Clockwork Orange author Anthony Burgess honoured
10th October 2012 - 11:23am
A Clockwork Orange author Anthony Burgess will be honoured in Manchester later today when a blue plaque is unveiled at the university where he studied.
It is the first British public monument to Burgess, who graduated from the University of Manchester in 1940 and was awarded an honorary doctorate by the institution in 1987.
The author, who wrote 33 novels, 25 works of non-fiction, two volumes of autobiography, three symphonies and more than 250 other musical works, grew up in Harpurhey and Moss Side, before winning a scholarship to Xaverian College.
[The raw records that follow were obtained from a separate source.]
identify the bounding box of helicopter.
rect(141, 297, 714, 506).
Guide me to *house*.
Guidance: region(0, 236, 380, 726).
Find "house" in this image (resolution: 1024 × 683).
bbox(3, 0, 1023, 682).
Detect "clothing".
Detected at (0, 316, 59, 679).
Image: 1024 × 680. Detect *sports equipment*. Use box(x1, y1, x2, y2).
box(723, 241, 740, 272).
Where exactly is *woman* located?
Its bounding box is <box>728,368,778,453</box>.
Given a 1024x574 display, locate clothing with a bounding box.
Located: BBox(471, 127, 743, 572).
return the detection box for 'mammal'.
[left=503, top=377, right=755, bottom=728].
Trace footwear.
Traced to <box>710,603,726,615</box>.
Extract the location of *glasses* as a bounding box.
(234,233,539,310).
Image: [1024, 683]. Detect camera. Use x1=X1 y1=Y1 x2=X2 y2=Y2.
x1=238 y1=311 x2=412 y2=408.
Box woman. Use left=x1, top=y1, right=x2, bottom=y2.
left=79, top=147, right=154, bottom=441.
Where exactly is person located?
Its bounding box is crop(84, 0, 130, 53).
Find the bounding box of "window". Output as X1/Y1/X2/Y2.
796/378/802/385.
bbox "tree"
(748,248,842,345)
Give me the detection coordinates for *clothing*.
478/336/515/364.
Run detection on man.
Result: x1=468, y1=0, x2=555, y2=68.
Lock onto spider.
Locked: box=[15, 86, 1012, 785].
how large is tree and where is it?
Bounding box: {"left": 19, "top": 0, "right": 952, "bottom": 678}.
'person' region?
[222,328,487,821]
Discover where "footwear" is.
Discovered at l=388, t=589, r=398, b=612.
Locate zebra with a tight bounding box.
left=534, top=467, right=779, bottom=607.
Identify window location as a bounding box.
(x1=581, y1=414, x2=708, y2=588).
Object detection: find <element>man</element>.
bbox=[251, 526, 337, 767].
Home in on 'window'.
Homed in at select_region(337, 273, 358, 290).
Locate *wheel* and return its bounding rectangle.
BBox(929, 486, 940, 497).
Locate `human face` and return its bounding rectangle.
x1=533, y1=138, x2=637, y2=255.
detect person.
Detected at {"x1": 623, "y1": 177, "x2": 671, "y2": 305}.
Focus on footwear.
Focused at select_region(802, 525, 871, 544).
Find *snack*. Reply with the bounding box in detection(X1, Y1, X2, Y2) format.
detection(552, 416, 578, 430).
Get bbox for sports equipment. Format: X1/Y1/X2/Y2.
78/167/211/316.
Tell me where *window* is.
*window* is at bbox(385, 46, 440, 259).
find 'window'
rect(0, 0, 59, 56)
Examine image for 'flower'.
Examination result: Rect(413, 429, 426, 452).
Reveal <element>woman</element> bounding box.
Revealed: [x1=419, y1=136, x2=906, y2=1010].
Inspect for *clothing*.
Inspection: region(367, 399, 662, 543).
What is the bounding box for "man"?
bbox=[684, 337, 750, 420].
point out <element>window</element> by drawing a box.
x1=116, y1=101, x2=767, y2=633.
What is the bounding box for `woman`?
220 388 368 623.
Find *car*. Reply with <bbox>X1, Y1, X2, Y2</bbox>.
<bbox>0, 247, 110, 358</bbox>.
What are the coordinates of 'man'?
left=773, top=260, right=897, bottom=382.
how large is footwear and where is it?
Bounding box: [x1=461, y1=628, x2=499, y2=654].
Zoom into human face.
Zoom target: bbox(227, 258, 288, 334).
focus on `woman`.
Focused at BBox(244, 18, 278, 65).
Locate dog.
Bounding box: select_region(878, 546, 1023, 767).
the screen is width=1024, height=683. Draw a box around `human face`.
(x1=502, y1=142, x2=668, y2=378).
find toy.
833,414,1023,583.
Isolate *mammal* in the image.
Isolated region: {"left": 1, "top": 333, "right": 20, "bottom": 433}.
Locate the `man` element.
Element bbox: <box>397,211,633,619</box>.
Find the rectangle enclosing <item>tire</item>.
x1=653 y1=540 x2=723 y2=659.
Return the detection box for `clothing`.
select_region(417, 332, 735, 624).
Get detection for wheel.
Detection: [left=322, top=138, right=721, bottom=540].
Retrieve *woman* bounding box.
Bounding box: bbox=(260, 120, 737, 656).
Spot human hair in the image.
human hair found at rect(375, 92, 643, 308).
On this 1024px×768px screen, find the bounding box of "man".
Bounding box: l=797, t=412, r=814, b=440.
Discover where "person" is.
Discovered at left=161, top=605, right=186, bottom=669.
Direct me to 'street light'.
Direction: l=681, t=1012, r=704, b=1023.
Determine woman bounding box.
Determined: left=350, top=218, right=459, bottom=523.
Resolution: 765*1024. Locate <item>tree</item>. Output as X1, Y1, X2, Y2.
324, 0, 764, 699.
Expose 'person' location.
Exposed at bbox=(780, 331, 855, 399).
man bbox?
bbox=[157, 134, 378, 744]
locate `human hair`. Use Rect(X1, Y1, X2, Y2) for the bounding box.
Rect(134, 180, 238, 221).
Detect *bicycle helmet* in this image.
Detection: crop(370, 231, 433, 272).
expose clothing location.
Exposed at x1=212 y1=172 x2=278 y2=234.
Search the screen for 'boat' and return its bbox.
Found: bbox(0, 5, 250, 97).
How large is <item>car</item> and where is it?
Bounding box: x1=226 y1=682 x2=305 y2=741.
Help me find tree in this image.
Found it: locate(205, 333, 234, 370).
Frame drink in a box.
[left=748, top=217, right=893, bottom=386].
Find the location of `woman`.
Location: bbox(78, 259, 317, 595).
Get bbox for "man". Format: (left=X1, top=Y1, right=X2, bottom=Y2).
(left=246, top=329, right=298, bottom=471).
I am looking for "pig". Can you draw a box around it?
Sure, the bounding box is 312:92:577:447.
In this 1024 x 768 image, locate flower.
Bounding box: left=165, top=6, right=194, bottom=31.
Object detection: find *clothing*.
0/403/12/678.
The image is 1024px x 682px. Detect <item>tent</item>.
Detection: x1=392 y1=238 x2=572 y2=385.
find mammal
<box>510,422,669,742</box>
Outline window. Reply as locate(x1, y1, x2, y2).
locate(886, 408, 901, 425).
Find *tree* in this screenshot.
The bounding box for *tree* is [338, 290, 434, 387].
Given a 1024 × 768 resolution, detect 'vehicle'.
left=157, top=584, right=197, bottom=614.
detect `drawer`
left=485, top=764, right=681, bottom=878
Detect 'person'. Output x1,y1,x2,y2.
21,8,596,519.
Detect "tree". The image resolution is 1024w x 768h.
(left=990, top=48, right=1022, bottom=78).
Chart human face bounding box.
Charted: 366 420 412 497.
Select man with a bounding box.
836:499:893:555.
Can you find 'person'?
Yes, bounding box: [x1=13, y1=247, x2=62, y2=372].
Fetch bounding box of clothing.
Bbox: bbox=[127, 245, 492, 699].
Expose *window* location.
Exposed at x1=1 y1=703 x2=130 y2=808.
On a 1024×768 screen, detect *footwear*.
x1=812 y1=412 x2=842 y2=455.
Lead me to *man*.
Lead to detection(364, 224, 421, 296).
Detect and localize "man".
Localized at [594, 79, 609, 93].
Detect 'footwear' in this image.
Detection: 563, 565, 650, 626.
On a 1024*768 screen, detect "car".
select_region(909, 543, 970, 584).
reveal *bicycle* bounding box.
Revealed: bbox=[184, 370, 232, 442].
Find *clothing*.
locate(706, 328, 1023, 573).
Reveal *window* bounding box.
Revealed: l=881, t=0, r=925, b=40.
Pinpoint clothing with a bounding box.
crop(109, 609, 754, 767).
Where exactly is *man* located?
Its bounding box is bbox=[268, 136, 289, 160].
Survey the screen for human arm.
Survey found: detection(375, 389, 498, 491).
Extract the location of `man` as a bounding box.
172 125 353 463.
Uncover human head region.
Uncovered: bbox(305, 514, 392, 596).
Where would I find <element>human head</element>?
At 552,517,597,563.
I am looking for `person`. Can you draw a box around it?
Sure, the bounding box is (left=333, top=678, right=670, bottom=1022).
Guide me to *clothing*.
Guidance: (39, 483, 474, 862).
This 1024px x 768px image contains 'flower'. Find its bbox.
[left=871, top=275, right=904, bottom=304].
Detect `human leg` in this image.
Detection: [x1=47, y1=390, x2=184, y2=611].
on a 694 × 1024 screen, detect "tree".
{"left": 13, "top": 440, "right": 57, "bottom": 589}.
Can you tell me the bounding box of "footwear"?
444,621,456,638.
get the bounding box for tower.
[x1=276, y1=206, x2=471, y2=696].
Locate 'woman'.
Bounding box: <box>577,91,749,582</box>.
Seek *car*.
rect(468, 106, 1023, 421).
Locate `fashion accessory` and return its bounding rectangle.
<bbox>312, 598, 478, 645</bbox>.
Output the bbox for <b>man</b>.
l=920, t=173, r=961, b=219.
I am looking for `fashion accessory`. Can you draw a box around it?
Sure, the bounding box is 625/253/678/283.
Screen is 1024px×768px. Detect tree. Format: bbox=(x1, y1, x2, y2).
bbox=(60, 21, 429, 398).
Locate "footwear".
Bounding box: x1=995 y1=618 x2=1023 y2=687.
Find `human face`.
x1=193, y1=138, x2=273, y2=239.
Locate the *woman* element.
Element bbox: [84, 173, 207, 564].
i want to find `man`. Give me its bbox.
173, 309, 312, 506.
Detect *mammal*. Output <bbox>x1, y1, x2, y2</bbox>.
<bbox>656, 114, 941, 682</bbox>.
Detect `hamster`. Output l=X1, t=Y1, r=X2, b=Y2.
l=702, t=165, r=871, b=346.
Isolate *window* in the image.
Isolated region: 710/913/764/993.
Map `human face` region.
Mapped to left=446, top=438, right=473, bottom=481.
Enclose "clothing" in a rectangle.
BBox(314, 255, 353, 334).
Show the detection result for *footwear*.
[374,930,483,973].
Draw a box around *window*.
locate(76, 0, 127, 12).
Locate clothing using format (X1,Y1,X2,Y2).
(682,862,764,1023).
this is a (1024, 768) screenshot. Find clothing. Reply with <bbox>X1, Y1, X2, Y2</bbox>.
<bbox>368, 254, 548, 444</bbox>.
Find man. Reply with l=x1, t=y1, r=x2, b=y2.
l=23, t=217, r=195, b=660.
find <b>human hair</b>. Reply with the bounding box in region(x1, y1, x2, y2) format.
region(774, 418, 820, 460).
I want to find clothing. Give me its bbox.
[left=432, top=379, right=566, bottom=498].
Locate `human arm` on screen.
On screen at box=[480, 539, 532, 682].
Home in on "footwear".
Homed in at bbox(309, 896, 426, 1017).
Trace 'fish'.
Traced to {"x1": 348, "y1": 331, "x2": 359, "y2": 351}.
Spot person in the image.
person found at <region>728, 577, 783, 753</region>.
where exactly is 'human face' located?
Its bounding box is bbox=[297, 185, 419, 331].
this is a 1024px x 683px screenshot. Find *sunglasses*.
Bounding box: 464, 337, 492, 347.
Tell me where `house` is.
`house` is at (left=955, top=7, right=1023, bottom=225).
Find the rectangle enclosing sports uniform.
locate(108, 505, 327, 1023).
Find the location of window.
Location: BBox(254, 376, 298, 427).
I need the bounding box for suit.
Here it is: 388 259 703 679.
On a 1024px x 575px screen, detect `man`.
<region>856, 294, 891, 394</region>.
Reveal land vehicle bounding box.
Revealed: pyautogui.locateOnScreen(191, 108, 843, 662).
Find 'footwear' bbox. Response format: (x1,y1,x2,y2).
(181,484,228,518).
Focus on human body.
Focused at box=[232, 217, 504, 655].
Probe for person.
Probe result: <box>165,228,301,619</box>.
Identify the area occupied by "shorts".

Today's ceremony, at Manchester's new School of Arts, Languages and Cultures building, will feature the world premier of a trumpet fanfare he wrote as a birthday present for his son, Andrew Burgess Wilson.
Dr Andrew Biswell, director of the International Anthony Burgess Foundation, said: 'I'm delighted that the university has decided to install the first British public monument to Burgess, 50 years after A Clockwork Orange was first published.'
Burgess, who died in 1993, studied English Literature at the University of Manchester from 1937 to 1940.
First published in 1962, A Clockwork Orange is his most famous work; a dark, dystopian vision of the future focusing on juvenile 'ultraviolence'.
The novel, which celebrates its 50th birthday this year, was adapted into a film by Stanley Kubrick in 1972.